Bad Bot Incidence Rises

By Brian Cullingworth, Last updated Mar 30, 2018

Gambling industry targeted most

Internet research firm Distil Networks has analysed hundreds of billions of bad bot requests at the application layer to provide insight and guidance on the nature and impact of automated threats in 2017, and has just published its findings.

Bad bots are used by competitors, hackers and fraudsters and are the key culprits behind web scraping, brute force attacks, competitive data mining, online fraud, account hijacking, data theft, spam, digital ad fraud and downtime.

The report revealed an increase in bad bot traffic over 2016 and illustrated how public perception of bots has impacted enterprise behaviour, such as handling abusive traffic from foreign IP addresses.

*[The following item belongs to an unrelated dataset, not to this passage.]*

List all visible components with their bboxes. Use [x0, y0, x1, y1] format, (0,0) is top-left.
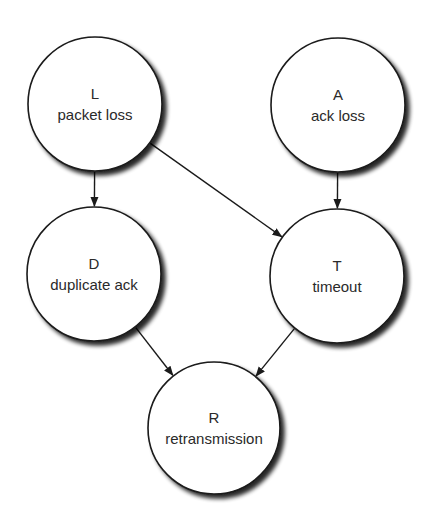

Key findings in the Distil report include:

  • In 2017, bad bots accounted for 21.8 percent of all website traffic, a 9.5 percent increase over the previous year. Good bots increased by 8.7 percent to make up 20.4 percent of all website traffic.
  • For the first time, Russia became the most blocked country, with one in five companies (20.7 percent) implementing country-specific IP block requests. Last year’s leader, China, dropped down to sixth place with 8.3 percent.
  • Gambling companies and airlines suffer from higher proportions of bad bot traffic than other industries, with 53.1 percent and 43.9 percent of traffic coming from bad bots, respectively. Ecommerce, healthcare and ticketing websites suffer from highly sophisticated bots, which are difficult to detect.
  • 83.2 percent of bad bots report their user agent as web browsers Chrome, Firefox, Safari or Internet Explorer. 10.4 percent claim to come from mobile browsers such as Safari Mobile, Android or Opera.
  • 82.7 percent of bad bot traffic emanated from data centers in 2017, compared to 60.1 percent in 2016. The availability and low cost of cloud computing explains the dominance of data center use.
  • 74 percent of bad bot traffic is made up of moderate or sophisticated bots, which evade detection by distributing their attacks over multiple IP addresses, or simulating human behavior such as mouse movements and mobile swipes.
  • Account takeover attacks occur 2-3 times per month on the average website, but immediately following a breach, they are 3x more frequent, as bot operators know that people reuse the same credentials across multiple websites.

See the infographic and data here: https://www.helpnetsecurity.com/2018/03/28/bad-bot-traffic/

Brian Cullingworth

Infopowa news was a staple of Casinomeister’s news from 2000 until 2019. Brian Cullingworth was the main writer, contributor, and was one of the most knowledgeable persons I have ever known involved in the online casino industry.

We first met in January 2001 at the ICE in London where I observed him going booth to booth interviewing online casino, software, and licensing jurisdiction representatives. Brian was also heavily involved with our forum as “Jetset“, he was involved as an informal consultant to eCOGRA, the OPA, and was a player advocate who assisted countless aggrieved players with his connections to industry folks. He also published “Casino Cautions” via Infopowa news for quite a number of years. These can be found in our news archives.

His passing in February 2019 was a dark day for us. He will be forever missed.